What’s warm when the fire glows with glitter?
What’s sweet when all else seems so bitter?
What’s cold when your dreams start to wither?
And gives strength when you feel like a quitter?
Look to your heart when the trouble starts!
It’s girls this thing that I’m describing
Girls that make a man keep striving
Many shapes and sizes
Man’s greatest prize
Is girls! (girls) Girls! (girls)

Tell me, how many red-blooded fellows would not concur with Chuck’s sentiments? (Sorry, girls, I mean women…). Another, rather less loaded but joyous and celebratory Northern Soul classic is Robert Knight’s “The Power of Love,” which cheekily borrows its melody from Tchaikovsky’s “Marche Slave.” The Toys’ “Lover’s Concerto” – a bit too prettily successful for my liking – flagrantly borrows in turn from Bach’s Minuet in G major, which I was playing for my Grade II piano at the very time the girl-group were high in the charts.
But it’s the Toys’ less successful follow-up “Attack” that is far more Northern Soulful. Its changes of key and still more its lyrics, are unforgettable. I’ll treat you to the first couple of verses, and the plot thickens:

Once I walked beside you, so in love were we then
It had always been that way since we were children
Then one day she saw you, lied and flirted for you
Helplessly I watched her take your love away.
While she’s not with you she cheats and she enjoys to
How can I sit by and cry while she destroys you?
Though you may not want me, my heart keeps repeating
Onward, onward, time to stop retreating
Attack! Attack!

Awesome stuff, Northern Soul as emotional revenge. I wish Frankie Valli had recorded a cover with his famed falsetto.
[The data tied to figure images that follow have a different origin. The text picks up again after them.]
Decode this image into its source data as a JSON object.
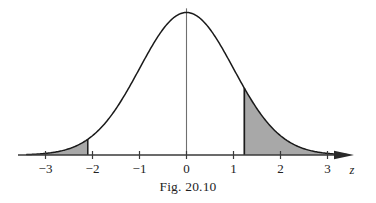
{
  "figure": {
    "caption": "Fig. 20.10",
    "axis_label": "z",
    "background_color": "#ffffff",
    "curve_color": "#1a1a1a",
    "shade_color": "#a8a8a8",
    "axis_color": "#3a3a3a",
    "center_line_color": "#6a6a6a"
  },
  "axis": {
    "ticks": [
      {
        "value": -3,
        "label": "−3"
      },
      {
        "value": -2,
        "label": "−2"
      },
      {
        "value": -1,
        "label": "−1"
      },
      {
        "value": 0,
        "label": "0"
      },
      {
        "value": 1,
        "label": "1"
      },
      {
        "value": 2,
        "label": "2"
      },
      {
        "value": 3,
        "label": "3"
      }
    ]
  },
  "chart_data": {
    "type": "area",
    "title": "Fig. 20.10",
    "subtitle": "",
    "xlabel": "z",
    "ylabel": "",
    "xlim": [
      -3.4,
      3.4
    ],
    "ylim": [
      0,
      0.42
    ],
    "grid": false,
    "legend_position": "none",
    "curve": {
      "name": "standard normal density",
      "distribution": "normal",
      "mean": 0,
      "sd": 1,
      "peak_value": 0.3989,
      "x": [
        -3.4,
        -3.2,
        -3.0,
        -2.8,
        -2.6,
        -2.4,
        -2.2,
        -2.0,
        -1.8,
        -1.6,
        -1.4,
        -1.2,
        -1.0,
        -0.8,
        -0.6,
        -0.4,
        -0.2,
        0.0,
        0.2,
        0.4,
        0.6,
        0.8,
        1.0,
        1.2,
        1.4,
        1.6,
        1.8,
        2.0,
        2.2,
        2.4,
        2.6,
        2.8,
        3.0,
        3.2,
        3.4
      ],
      "y": [
        0.0012,
        0.0024,
        0.0044,
        0.0079,
        0.0136,
        0.0224,
        0.0355,
        0.054,
        0.079,
        0.1109,
        0.1497,
        0.1942,
        0.242,
        0.2897,
        0.3332,
        0.3683,
        0.391,
        0.3989,
        0.391,
        0.3683,
        0.3332,
        0.2897,
        0.242,
        0.1942,
        0.1497,
        0.1109,
        0.079,
        0.054,
        0.0355,
        0.0224,
        0.0136,
        0.0079,
        0.0044,
        0.0024,
        0.0012
      ]
    },
    "center_line": {
      "x": 0,
      "y_top": 0.4105
    },
    "shaded_regions": [
      {
        "name": "left-tail",
        "from": -3.4,
        "to": -2.1,
        "boundary_at": -2.1,
        "fill": "#a8a8a8"
      },
      {
        "name": "right-tail",
        "from": 1.23,
        "to": 3.4,
        "boundary_at": 1.23,
        "fill": "#a8a8a8"
      }
    ],
    "annotations": []
  }
}
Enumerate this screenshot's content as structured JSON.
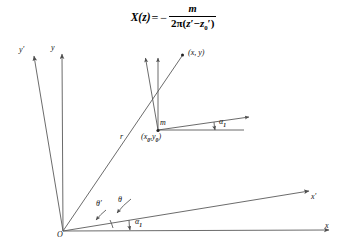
{
  "figure": {
    "equation": {
      "lhs": "X(z)",
      "equals": "=",
      "sign": "−",
      "numerator": "m",
      "denominator_prefix": "2π(",
      "denominator_z": "z",
      "denominator_prime": "′",
      "denominator_minus": "−",
      "denominator_z0": "z",
      "denominator_z0_sub": "0",
      "denominator_z0_prime": "′",
      "denominator_suffix": ")",
      "plain": "X(z) = − m / (2π(z′ − z′0))"
    },
    "labels": {
      "origin": "O",
      "axis_y_prime": "y′",
      "axis_y": "y",
      "axis_x_prime": "x′",
      "axis_x": "x",
      "point_xy": "(x, y)",
      "source_m": "m",
      "source_coords": "(x0,y0)",
      "source_coords_parts": {
        "open": "(",
        "x": "x",
        "xsub": "0",
        "comma": ",",
        "y": "y",
        "ysub": "0",
        "close": ")"
      },
      "radius": "r",
      "angle_theta": "θ",
      "angle_theta_prime": "θ′",
      "angle_alpha1_origin": "α1",
      "angle_alpha1_source": "α1",
      "alpha_base": "α",
      "alpha_sub": "1"
    },
    "colors": {
      "background": "#ffffff",
      "stroke": "#5a5a5a",
      "text": "#111111",
      "marker": "#222222"
    },
    "geometry": {
      "origin": [
        63,
        231
      ],
      "point_xy": [
        184,
        54
      ],
      "source_m": [
        158,
        130
      ],
      "y_axis_tip": [
        62,
        50
      ],
      "y_prime_axis_tip": [
        33,
        52
      ],
      "x_axis_tip": [
        333,
        230
      ],
      "x_prime_axis_tip": [
        313,
        190
      ],
      "m_y_axis_tip": [
        158,
        56
      ],
      "m_y_prime_axis_tip": [
        145,
        55
      ],
      "m_x_prime_tip": [
        253,
        116
      ],
      "m_x_tip": [
        248,
        133
      ],
      "rotation_alpha1_deg": 7.6
    }
  }
}
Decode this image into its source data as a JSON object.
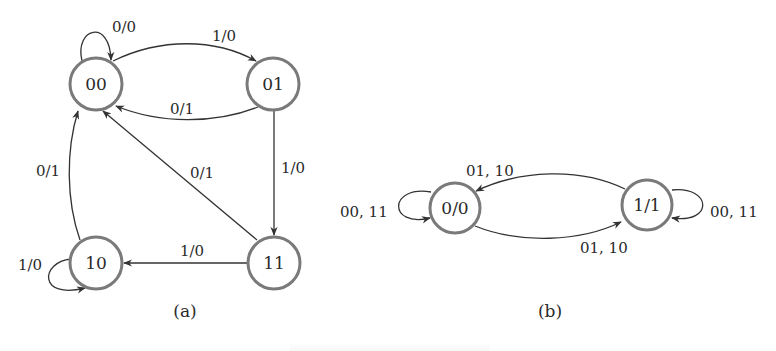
{
  "figure": {
    "panels": [
      {
        "id": "a",
        "caption": "(a)",
        "states": [
          {
            "id": "00",
            "label": "00",
            "cx": 96,
            "cy": 84
          },
          {
            "id": "01",
            "label": "01",
            "cx": 273,
            "cy": 84
          },
          {
            "id": "10",
            "label": "10",
            "cx": 96,
            "cy": 263
          },
          {
            "id": "11",
            "label": "11",
            "cx": 274,
            "cy": 263
          }
        ],
        "transitions": [
          {
            "from": "00",
            "to": "00",
            "label": "0/0"
          },
          {
            "from": "00",
            "to": "01",
            "label": "1/0"
          },
          {
            "from": "01",
            "to": "00",
            "label": "0/1"
          },
          {
            "from": "01",
            "to": "11",
            "label": "1/0"
          },
          {
            "from": "11",
            "to": "00",
            "label": "0/1"
          },
          {
            "from": "11",
            "to": "10",
            "label": "1/0"
          },
          {
            "from": "10",
            "to": "00",
            "label": "0/1"
          },
          {
            "from": "10",
            "to": "10",
            "label": "1/0"
          }
        ]
      },
      {
        "id": "b",
        "caption": "(b)",
        "states": [
          {
            "id": "0/0",
            "label": "0/0",
            "cx": 455,
            "cy": 208
          },
          {
            "id": "1/1",
            "label": "1/1",
            "cx": 647,
            "cy": 205
          }
        ],
        "transitions": [
          {
            "from": "0/0",
            "to": "0/0",
            "label": "00, 11"
          },
          {
            "from": "1/1",
            "to": "0/0",
            "label": "01, 10"
          },
          {
            "from": "0/0",
            "to": "1/1",
            "label": "01, 10"
          },
          {
            "from": "1/1",
            "to": "1/1",
            "label": "00, 11"
          }
        ]
      }
    ]
  },
  "colors": {
    "node_stroke": "#7a7a7a",
    "edge_stroke": "#333333",
    "text": "#2a2a2a",
    "background": "#ffffff"
  }
}
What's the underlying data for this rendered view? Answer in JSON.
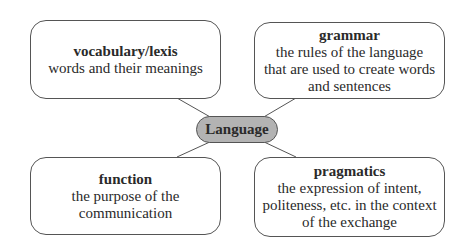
{
  "center": {
    "label": "Language"
  },
  "nodes": [
    {
      "id": "vocabulary",
      "title": "vocabulary/lexis",
      "lines": [
        "words and their meanings"
      ]
    },
    {
      "id": "grammar",
      "title": "grammar",
      "lines": [
        "the rules of the language",
        "that are used to create words",
        "and sentences"
      ]
    },
    {
      "id": "function",
      "title": "function",
      "lines": [
        "the purpose of the",
        "communication"
      ]
    },
    {
      "id": "pragmatics",
      "title": "pragmatics",
      "lines": [
        "the expression of intent,",
        "politeness, etc. in the context",
        "of the exchange"
      ]
    }
  ],
  "colors": {
    "center_fill": "#b3b3b3",
    "border": "#555555"
  }
}
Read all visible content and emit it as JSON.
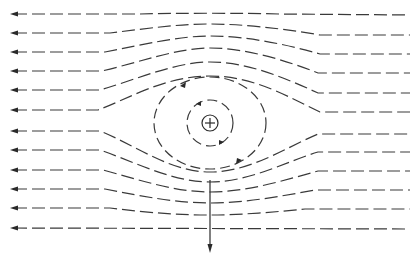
{
  "diagram": {
    "title": "",
    "colors": {
      "line": "#3a3a3a",
      "background": "#ffffff"
    },
    "flow_direction": "right-to-left",
    "vortex": {
      "center": [
        210,
        123
      ],
      "core_radius": 8,
      "core_symbol": "plus",
      "rotation": "clockwise",
      "closed_streamlines": [
        {
          "rx": 23,
          "ry": 23
        },
        {
          "rx": 56,
          "ry": 46
        }
      ]
    },
    "streamlines_top_y": [
      14,
      33,
      52,
      71,
      90,
      110
    ],
    "streamlines_bottom_y": [
      131,
      150,
      170,
      189,
      208,
      228
    ],
    "force_arrow": {
      "x": 210,
      "y_start": 180,
      "y_end": 252,
      "direction": "down"
    }
  }
}
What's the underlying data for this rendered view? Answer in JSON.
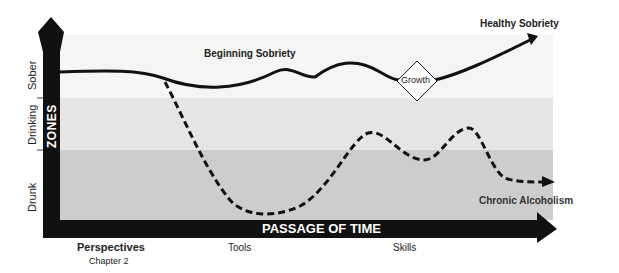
{
  "diagram": {
    "y_axis": {
      "title": "ZONES",
      "zones": [
        "Sober",
        "Drinking",
        "Drunk"
      ]
    },
    "x_axis": {
      "title": "PASSAGE OF TIME",
      "stages": [
        "Perspectives",
        "Tools",
        "Skills"
      ],
      "stage_subtitle": "Chapter 2"
    },
    "paths": {
      "solid": {
        "label_start": "Beginning Sobriety",
        "label_end": "Healthy Sobriety",
        "milestone": "Growth"
      },
      "dashed": {
        "label_end": "Chronic Alcoholism"
      }
    },
    "colors": {
      "sober_band": "#f6f6f6",
      "drinking_band": "#e6e6e6",
      "drunk_band": "#cccccc",
      "axis": "#111111"
    }
  }
}
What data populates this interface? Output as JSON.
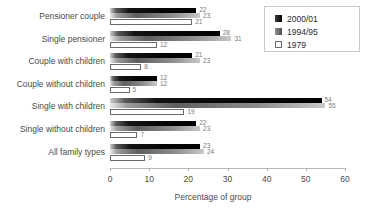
{
  "title_strip": "",
  "legend": {
    "position": "top-right",
    "entries": [
      {
        "label": "2000/01",
        "swatch": "black-square-icon"
      },
      {
        "label": "1994/95",
        "swatch": "grey-square-icon"
      },
      {
        "label": "1979",
        "swatch": "white-square-icon"
      }
    ]
  },
  "axis": {
    "x_title": "Percentage of group",
    "ticks": [
      "0",
      "10",
      "20",
      "30",
      "40",
      "50",
      "60"
    ]
  },
  "chart_data": {
    "type": "bar",
    "orientation": "horizontal",
    "title": "",
    "xlabel": "Percentage of group",
    "ylabel": "",
    "xlim": [
      0,
      60
    ],
    "grid": false,
    "legend_position": "top-right",
    "categories": [
      "Pensioner couple",
      "Single pensioner",
      "Couple with children",
      "Couple without children",
      "Single with children",
      "Single without children",
      "All family types"
    ],
    "series": [
      {
        "name": "2000/01",
        "values": [
          22,
          28,
          21,
          12,
          54,
          22,
          23
        ]
      },
      {
        "name": "1994/95",
        "values": [
          23,
          31,
          23,
          12,
          55,
          23,
          24
        ]
      },
      {
        "name": "1979",
        "values": [
          21,
          12,
          8,
          5,
          19,
          7,
          9
        ]
      }
    ],
    "data_labels": {
      "Pensioner couple": [
        "22",
        "23",
        "21"
      ],
      "Single pensioner": [
        "28",
        "31",
        "12"
      ],
      "Couple with children": [
        "21",
        "23",
        "8"
      ],
      "Couple without children": [
        "12",
        "12",
        "5"
      ],
      "Single with children": [
        "54",
        "55",
        "19"
      ],
      "Single without children": [
        "22",
        "23",
        "7"
      ],
      "All family types": [
        "23",
        "24",
        "9"
      ]
    }
  }
}
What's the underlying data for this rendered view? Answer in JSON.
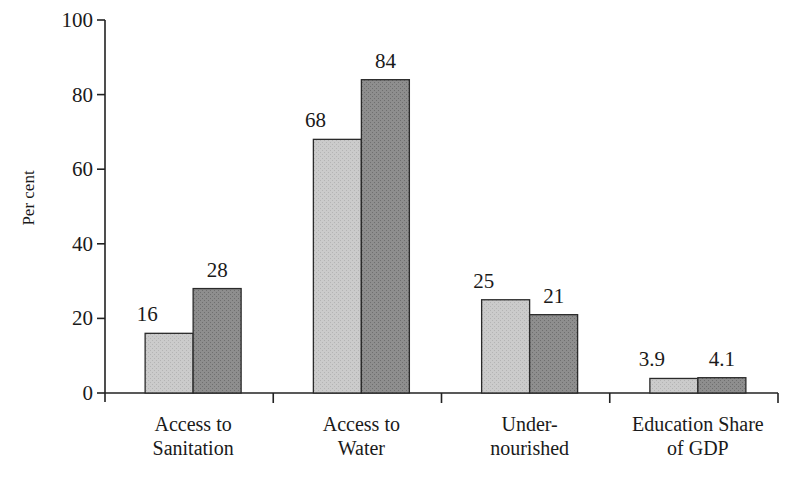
{
  "chart_data": {
    "type": "bar",
    "title": "",
    "xlabel": "",
    "ylabel": "Per cent",
    "ylim": [
      0,
      100
    ],
    "yticks": [
      0,
      20,
      40,
      60,
      80,
      100
    ],
    "grid": false,
    "legend": null,
    "categories": [
      [
        "Access to",
        "Sanitation"
      ],
      [
        "Access to",
        "Water"
      ],
      [
        "Under-",
        "nourished"
      ],
      [
        "Education Share",
        "of GDP"
      ]
    ],
    "series": [
      {
        "name": "Series 1 (light)",
        "color": "#c9c9c9",
        "values": [
          16,
          68,
          25,
          3.9
        ],
        "labels": [
          "16",
          "68",
          "25",
          "3.9"
        ]
      },
      {
        "name": "Series 2 (dark)",
        "color": "#8c8c8c",
        "values": [
          28,
          84,
          21,
          4.1
        ],
        "labels": [
          "28",
          "84",
          "21",
          "4.1"
        ]
      }
    ]
  }
}
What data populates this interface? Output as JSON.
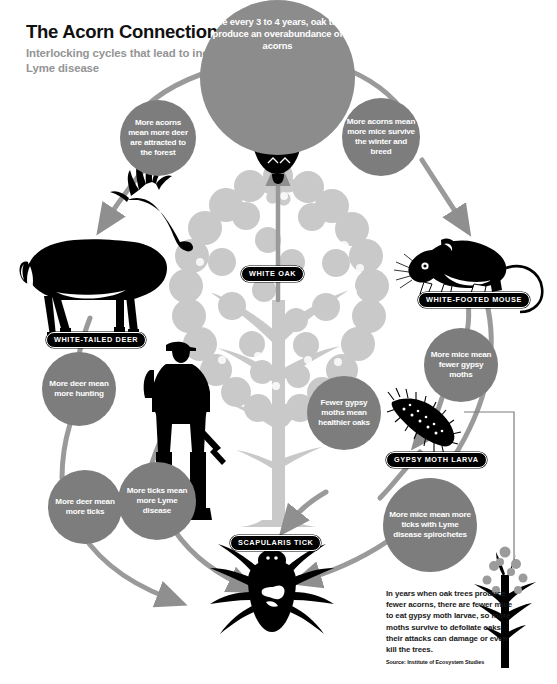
{
  "header": {
    "title": "The Acorn Connection",
    "subtitle": "Interlocking cycles that lead to increased Lyme disease"
  },
  "nodes": {
    "acorn_boom": "Once every 3 to 4 years, oak trees produce an overabundance of acorns",
    "deer_attracted": "More acorns mean more deer are attracted to the forest",
    "mice_survive": "More acorns mean more mice survive the winter and breed",
    "fewer_moths": "More mice mean fewer gypsy moths",
    "healthier_oaks": "Fewer gypsy moths mean healthier oaks",
    "more_ticks_lyme": "More mice mean more ticks with Lyme disease spirochetes",
    "more_hunting": "More deer mean more hunting",
    "deer_ticks": "More deer mean more ticks",
    "ticks_lyme": "More ticks mean more Lyme disease"
  },
  "labels": {
    "white_oak": "WHITE OAK",
    "white_tailed_deer": "WHITE-TAILED DEER",
    "white_footed_mouse": "WHITE-FOOTED MOUSE",
    "gypsy_moth_larva": "GYPSY MOTH LARVA",
    "scapularis_tick": "SCAPULARIS TICK"
  },
  "footnote": {
    "text": "In years when oak trees produce fewer acorns, there are fewer mice to eat gypsy moth larvae, so more moths survive to defoliate oaks; their attacks can damage or even kill the trees.",
    "source": "Source: Institute of Ecosystem Studies"
  },
  "colors": {
    "background": "#ffffff",
    "bubble_large": "#8c8c8c",
    "bubble_small": "#7d7d7d",
    "ring": "#9a9a9a",
    "arrow": "#8f8f8f",
    "tree": "#c9c9c9",
    "silhouette": "#000000",
    "title": "#111111",
    "subtitle": "#949494"
  }
}
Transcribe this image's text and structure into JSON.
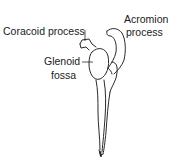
{
  "diagram": {
    "labels": {
      "coracoid": "Coracoid process",
      "acromion_line1": "Acromion",
      "acromion_line2": "process",
      "glenoid_line1": "Glenoid",
      "glenoid_line2": "fossa"
    },
    "colors": {
      "line": "#2a2a2a",
      "text": "#1a1a1a",
      "background": "#ffffff"
    }
  }
}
Indeed, the genre is more than music, more than dance, more than a provincial British working-class cultural movement and, if you dare condemn it for colonialist appropriation, I can but pity you.

In its heyday and in its ageing aficionados’ hearts, it was something fundamental, a way of life, a faith. Lest we forget, its celebrated logo – itself a cheeky appropriation of the Black Power clenched fist – exhorts us to “Keep the faith.” Well, I’m a believer!


Dr. Mark Stocker is the resident Greek and Renaissance dance critic for the Postil Magazine.